4 minute read

A MAN OF METAL

by Joe Earle

Here’s how Ed Garcia describes how he became a sculptor: He started by doodling in 3-D. He worked as a therapist back then and while he chatted with his clients, he’d take paper clips and twist them into interesting little shapes.

“I used to doodle, but not with a pencil,” he said one recent morning. “I used to doodle by bending paper clips. As a joke, one of my clients sent me a truck with 20-foot bars of rebar for me to bend.”

Garcia took the challenge. He learned to weld and bend big bars of metal. Then, once he retired, he wanted something creative to do, so he turned his attention to sculpture. In a studio at his home in the Pine Hills neighborhood in Atlanta, he’d transform metal into abstract designs fit for a tabletop or a garden.

Before that, he’d made little art. “I’m not into challenges to see if I can be successful in achieving something, but rather to experience the pleasure of trying something different,” he said.

Examples of his work now decorate the spacious 14th-floor Buckhead condo he and his wife and their two cats share. Because of that move last year, the 87-yearold Garcia said he’s no longer making sculptures. He had to give up his studio and also said he can no longer manhandle the metal he once did. “It was time to do something else,” he said.

Now he’s covering the walls of his condo with photographs he’s taken during travels to places such as Vietnam, China, South Africa and other far-parts of the world.

It’s just another change for a man who must be used to them. He said he grew up in the New York neighborhood known as Spanish Harlem, a first-generation American. His parents both were immigrants— his father from Mexico, his mother from Venezuela.

Garcia dropped out of high school and ended up in the U.S. Army, where he trained as a mechanic and earned his highschool-equivalency diploma. After the Army, he attended New York University. In 1968, he started studying to be a therapist. By 1977, he’d tired of New York—“It was time to do something else,” he said.—and decided to move to Atlanta to practice. He retired, he said, “sometime around 1989.”

In retirement, he helms discussion groups for seniors who want to face big questions about their lives. They talk of ethics and morality, the pursuit of happiness, love, faith, the lessons one learns as one grows older, even gossip. His workshops gather a couple of times a month with groups at various assisted living centers, he said.

“When I first start teaching at a different place, my first question is, ‘Would you choose to remember all your past experiences and not have new ones, or would you choose to have new experiences and not remember the old ones?’” he said.
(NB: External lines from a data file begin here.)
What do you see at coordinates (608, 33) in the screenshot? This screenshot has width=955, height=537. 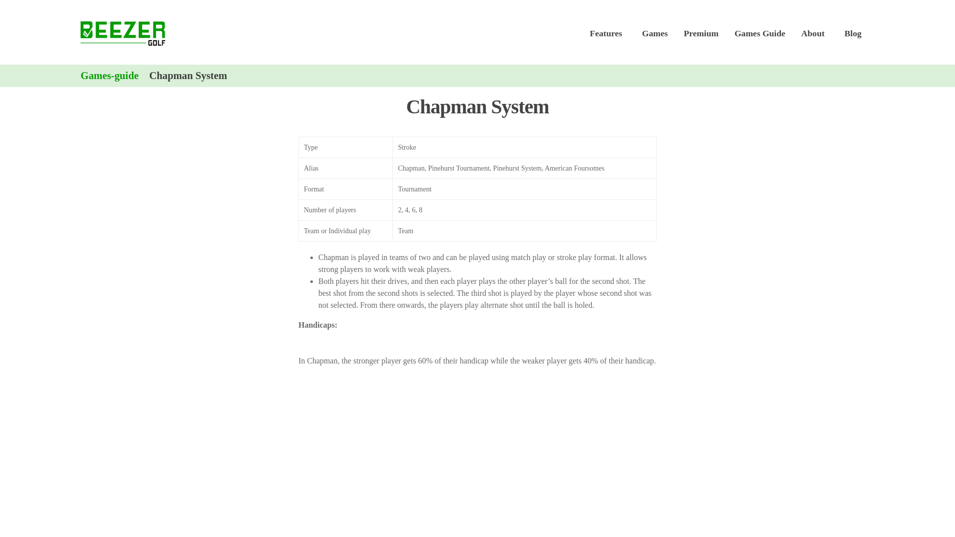 I see `Features` at bounding box center [608, 33]. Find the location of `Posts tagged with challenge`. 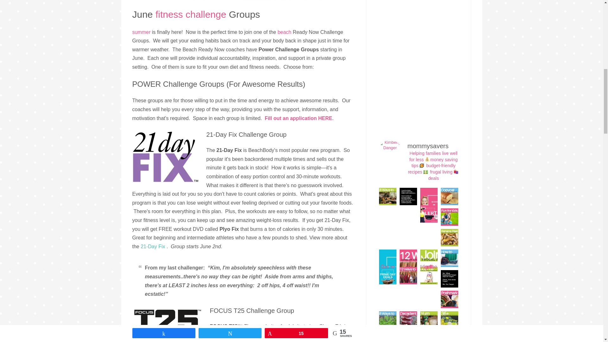

Posts tagged with challenge is located at coordinates (206, 14).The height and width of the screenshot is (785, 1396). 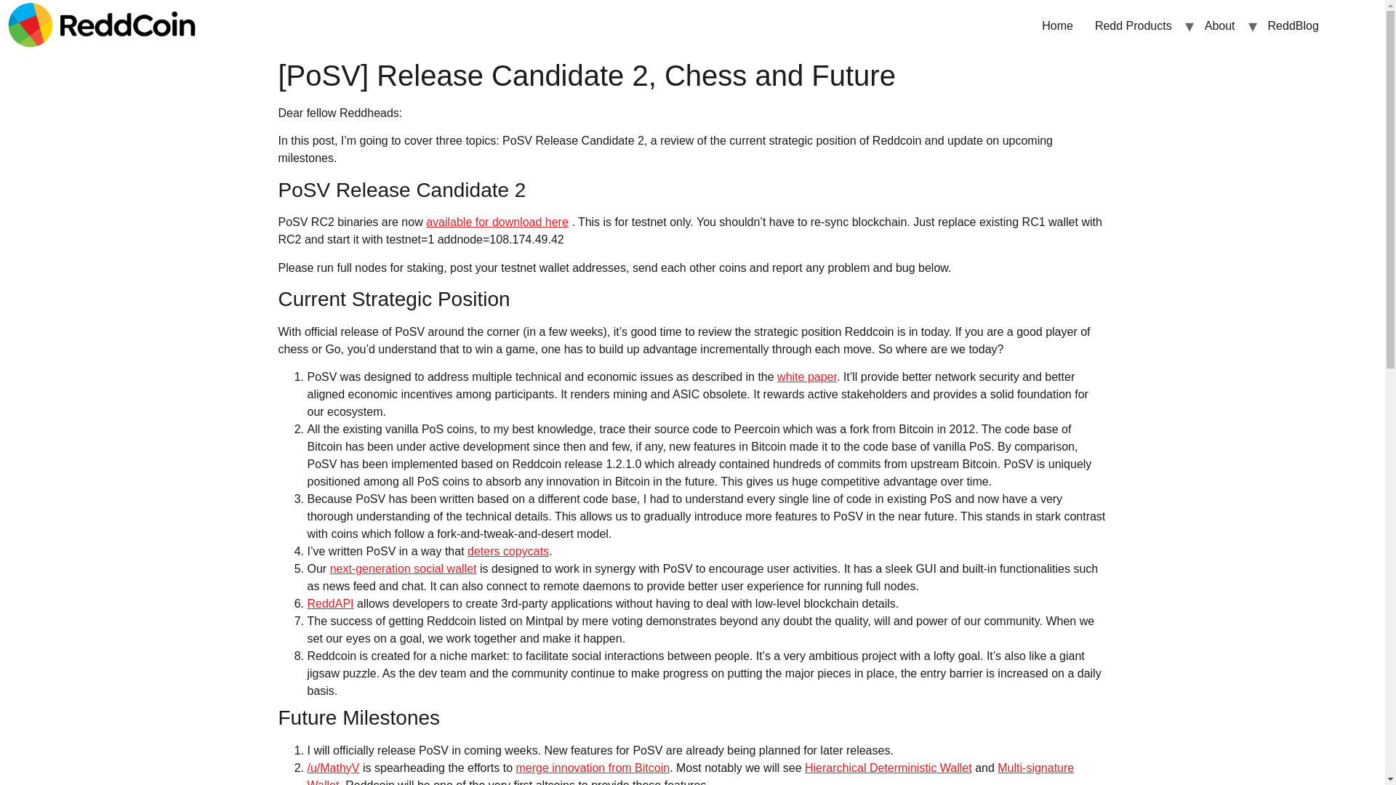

David Brooks, director of resident services at St. Anne’s Terrace, a not-for-profit senior living center in Buckhead affiliated with St. Anne’s Episcopal Church, said Garcia has been leading a discussion group there since last October.

It has proved popular, Brooks said. It started with about 10 participants and has grown to 25 or 30 from the center’s 100 residents. They discuss a wide variety of topics. “He asks a lot of questions,” Brooks said.

Participants tell Brooks they enjoy taking part. “Being together, there’s a closeness,” Brooks said. “Sometimes people in our community can get withdrawn. But they get more engaged. He gets the ball rolling.”

Garcia says he’s led menonly discussion groups that discuss intimacy. This spring, he and Dr. Irma Starr planned to jointly teach a coed class on the topic as part of Emory University’s Osher Lifelong Learning Institute.

The class, titled “Challenges as we age: intimacy, sensuality and sex,” promised to “explore the generational and gender attitudes learned during our adolescent years and how these learned attitudes and values influence our needs and desires toward intimacy as we age,” according to the course catalog.

“This is not a howto class,” he said, smiling at the notion. “It is a class to understand the myths we face as we age—like, ‘You’re too old to do this.’ [But] we feel the desire to touch and be touched. We want the intimacy.”

Garcia thinks having both men and women in the class will allow each to better understand the other. “It’s going to be a very interesting challenge,” he said. And he likes challenges.

Three questions for Ed Garcia

Who are your heroes?

I think all of us have a hero within us. It lies dormant until a set of circumstances allows our heroism to emerge. I also believe that all of us have been heroes at one time or another, not by what we have done, but rather by what we have not done.

How can seniors maintain their creativity as they age?

SEE, don’t just look. Use all of your senses to explore. A spoon is used for you to slurp your soup. What’s it made of? How did it first come to be used? In what different ways can or is it being used? Is it called by different names?

Break established patterns. Don’t keep mourning about what you cannot any longer do, but rather focus on what you can do. To hell with success, now is the time for fulfillment. If your limited in what you can do, enjoy the pleasure of your imagination. EXPLORE, EXPLORE, EXPLORE!

What can seniors learn from discussions about intimacy?

They can learn that it is a universal human need from the day we are born to the day we die. It signals that we are not alone, but that we belong, and are wanted. It makes us part of the human race.

The only thing that prevents us from allowing ourselves to be intimate is fear. With some, it is the fear of the pain they might experience if they were not to receive it, so it is better not to allow themselves to experience it… how ironic.